Love the blog, BTW, been reading it for a good long time now. Though I doubt I've read all 237 (!) religion posts.
DeleteCheers.
If the old manhole covers get stolen, it's perfectly reasonable to bless the new ones.
ReplyDeleteIf revised manhole security precautions do not include anything in addition to the blessing, reasonable doesn't seem to be on the table.
I would think that placing a curse on the manhole covers, so that people who stole them suffered dire consequences, would work better then blessing them, but politicians being what they are, no doubt they didn't want to stir up trouble.
ReplyDeleteCould the manhole covers possibly be blessed in situ, so the non-believers among us don't fall in the sewer?
ReplyDelete...or at least temporary safety measures should be put in place while the blessing unfolds in a more ceremonial setting :)
DeleteManhole cover blessing in situ requires extensive traffic control, IMO.
These "blessings" seem very mild to me.
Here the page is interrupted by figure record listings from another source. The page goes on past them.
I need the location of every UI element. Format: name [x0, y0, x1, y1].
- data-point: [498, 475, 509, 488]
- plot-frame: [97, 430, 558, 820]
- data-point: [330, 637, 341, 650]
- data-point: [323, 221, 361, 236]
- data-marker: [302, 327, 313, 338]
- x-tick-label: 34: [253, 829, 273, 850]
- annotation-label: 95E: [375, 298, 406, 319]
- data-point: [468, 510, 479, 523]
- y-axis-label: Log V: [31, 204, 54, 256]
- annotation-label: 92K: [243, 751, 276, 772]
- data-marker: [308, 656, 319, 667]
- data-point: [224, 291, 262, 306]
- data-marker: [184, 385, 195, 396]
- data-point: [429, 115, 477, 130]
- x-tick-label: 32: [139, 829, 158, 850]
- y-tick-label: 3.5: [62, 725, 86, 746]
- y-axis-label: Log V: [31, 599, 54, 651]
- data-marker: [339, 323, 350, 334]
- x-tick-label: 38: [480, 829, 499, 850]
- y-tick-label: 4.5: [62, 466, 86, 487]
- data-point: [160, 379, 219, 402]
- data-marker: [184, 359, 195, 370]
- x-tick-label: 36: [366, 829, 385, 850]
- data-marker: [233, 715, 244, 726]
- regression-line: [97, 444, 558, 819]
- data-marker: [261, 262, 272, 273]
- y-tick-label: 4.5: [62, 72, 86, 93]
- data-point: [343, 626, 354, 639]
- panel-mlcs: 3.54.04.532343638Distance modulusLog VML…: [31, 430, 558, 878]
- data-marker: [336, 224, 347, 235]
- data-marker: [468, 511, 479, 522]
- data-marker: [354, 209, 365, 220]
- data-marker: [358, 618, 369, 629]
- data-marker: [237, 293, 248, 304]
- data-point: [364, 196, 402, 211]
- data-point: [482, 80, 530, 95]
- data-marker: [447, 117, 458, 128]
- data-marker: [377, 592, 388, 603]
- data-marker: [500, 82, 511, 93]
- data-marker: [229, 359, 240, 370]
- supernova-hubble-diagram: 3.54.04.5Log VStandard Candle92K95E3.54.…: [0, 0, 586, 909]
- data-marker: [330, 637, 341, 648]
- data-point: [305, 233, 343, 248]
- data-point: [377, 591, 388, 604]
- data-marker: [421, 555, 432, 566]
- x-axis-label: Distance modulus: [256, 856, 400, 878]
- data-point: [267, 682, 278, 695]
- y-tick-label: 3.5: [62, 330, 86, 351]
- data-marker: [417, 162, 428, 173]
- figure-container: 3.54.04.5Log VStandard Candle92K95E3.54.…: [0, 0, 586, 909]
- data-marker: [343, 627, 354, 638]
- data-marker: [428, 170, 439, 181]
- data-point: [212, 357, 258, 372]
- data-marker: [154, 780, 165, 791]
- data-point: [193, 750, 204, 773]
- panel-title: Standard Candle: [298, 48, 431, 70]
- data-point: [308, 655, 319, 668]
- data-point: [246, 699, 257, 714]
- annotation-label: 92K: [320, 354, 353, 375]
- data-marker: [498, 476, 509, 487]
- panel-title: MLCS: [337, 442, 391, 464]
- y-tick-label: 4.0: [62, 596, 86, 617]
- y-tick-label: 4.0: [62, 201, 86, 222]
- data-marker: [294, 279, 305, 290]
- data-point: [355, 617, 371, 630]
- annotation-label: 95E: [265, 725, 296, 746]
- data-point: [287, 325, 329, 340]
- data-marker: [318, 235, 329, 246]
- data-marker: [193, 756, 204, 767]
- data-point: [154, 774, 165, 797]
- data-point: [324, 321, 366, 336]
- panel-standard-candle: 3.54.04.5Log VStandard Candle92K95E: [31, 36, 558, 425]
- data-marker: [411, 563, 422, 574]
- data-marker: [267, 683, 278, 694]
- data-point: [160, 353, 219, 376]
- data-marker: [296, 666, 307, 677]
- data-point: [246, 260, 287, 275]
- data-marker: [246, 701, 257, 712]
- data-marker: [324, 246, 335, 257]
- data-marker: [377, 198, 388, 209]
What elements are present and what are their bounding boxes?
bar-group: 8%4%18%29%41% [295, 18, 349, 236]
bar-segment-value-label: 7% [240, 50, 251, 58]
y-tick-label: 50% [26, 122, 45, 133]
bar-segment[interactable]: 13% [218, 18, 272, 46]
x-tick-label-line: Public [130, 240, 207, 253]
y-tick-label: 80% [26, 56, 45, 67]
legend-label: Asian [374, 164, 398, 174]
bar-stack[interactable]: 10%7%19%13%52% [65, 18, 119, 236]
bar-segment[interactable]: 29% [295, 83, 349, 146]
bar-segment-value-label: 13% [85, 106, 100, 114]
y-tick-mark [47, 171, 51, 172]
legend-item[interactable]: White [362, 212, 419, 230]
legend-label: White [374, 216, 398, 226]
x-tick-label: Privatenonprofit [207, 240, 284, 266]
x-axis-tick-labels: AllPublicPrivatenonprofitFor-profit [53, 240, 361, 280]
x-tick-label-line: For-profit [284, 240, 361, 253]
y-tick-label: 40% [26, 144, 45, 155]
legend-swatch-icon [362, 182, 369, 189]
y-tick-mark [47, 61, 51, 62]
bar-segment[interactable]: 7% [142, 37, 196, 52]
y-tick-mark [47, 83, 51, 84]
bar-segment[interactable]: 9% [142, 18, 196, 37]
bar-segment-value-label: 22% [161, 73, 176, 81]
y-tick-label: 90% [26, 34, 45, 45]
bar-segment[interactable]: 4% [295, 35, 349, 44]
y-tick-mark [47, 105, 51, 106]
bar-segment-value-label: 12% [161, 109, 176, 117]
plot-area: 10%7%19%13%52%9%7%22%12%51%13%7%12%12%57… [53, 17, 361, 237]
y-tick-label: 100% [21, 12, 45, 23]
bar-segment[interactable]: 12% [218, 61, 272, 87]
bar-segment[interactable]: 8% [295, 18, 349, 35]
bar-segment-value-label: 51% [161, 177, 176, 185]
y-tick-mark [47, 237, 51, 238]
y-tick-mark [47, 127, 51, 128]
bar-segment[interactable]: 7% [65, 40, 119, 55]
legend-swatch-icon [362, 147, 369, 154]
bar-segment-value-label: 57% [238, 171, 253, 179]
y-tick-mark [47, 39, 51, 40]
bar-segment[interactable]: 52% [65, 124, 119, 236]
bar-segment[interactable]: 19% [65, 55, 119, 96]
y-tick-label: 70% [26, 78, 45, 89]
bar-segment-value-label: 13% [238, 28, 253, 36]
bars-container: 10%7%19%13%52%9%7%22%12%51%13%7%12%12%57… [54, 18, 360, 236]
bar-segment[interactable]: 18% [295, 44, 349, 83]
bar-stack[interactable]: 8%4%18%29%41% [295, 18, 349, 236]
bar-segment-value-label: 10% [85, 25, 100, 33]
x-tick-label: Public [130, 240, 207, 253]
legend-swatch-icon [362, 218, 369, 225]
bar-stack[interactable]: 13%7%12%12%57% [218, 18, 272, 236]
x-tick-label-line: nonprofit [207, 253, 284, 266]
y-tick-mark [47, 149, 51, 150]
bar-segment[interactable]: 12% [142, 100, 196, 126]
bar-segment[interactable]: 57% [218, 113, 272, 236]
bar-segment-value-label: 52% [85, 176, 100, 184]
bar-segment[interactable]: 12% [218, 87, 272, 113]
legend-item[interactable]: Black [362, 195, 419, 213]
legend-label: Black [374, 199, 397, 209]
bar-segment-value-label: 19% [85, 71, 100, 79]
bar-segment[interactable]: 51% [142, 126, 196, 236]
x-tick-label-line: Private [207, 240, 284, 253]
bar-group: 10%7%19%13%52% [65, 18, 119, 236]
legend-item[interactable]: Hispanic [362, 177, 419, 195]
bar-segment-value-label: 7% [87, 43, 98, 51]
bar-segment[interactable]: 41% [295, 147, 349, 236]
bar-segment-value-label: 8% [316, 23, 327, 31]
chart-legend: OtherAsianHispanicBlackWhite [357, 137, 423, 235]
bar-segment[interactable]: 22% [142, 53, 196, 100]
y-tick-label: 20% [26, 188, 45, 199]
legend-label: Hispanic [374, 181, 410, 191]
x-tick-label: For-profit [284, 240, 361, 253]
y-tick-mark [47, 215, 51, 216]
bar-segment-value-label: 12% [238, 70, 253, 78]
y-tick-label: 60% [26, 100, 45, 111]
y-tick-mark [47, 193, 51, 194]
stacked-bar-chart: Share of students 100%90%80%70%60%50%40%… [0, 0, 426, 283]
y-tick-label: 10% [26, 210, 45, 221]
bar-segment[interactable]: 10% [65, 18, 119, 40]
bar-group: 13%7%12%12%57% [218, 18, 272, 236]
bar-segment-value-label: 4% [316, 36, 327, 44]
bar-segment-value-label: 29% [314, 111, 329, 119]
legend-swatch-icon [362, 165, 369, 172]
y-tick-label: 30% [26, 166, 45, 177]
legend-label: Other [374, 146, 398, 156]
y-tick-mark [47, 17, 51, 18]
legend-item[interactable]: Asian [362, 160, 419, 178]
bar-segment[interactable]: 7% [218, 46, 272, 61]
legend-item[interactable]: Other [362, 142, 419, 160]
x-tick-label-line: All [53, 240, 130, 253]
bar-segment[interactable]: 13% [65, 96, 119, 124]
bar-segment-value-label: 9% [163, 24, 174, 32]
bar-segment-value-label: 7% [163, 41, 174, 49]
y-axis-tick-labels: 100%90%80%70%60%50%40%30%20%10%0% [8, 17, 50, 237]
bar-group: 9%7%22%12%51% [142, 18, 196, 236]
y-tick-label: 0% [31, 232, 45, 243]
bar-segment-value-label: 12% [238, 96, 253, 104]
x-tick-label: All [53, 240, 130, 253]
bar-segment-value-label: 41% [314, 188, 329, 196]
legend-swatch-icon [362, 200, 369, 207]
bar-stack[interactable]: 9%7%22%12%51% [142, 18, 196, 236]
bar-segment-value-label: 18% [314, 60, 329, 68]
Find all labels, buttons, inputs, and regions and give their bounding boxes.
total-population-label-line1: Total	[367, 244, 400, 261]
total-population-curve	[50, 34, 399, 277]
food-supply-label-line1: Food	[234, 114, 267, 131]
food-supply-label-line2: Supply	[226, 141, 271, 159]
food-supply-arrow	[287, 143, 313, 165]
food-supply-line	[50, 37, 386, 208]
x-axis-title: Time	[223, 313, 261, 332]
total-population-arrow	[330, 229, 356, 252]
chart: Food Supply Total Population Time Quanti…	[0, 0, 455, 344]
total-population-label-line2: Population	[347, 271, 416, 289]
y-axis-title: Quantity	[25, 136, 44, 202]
I lived in Nepal in the late 90's, and during Dashain (also written Dasain), it is very common to have one's vehicle blessed with the sprinkled blood from the head of a sacrificed animal.
ReplyDeleteMore here: http://www.nepalhomepage.com/society/festivals/dashain.html
It didn't seem terribly shocking to me at the time, probably because I'd been raised on a steady diet of Old Testament. I was surprised to find out from many of my Nepali friends that they did not have any spiritual faith in the ritual but continued to participate because they felt it was "traditional" or would make their parents happy if they did so. It seemed more like a cultural superstition than a key part of their religious beliefs.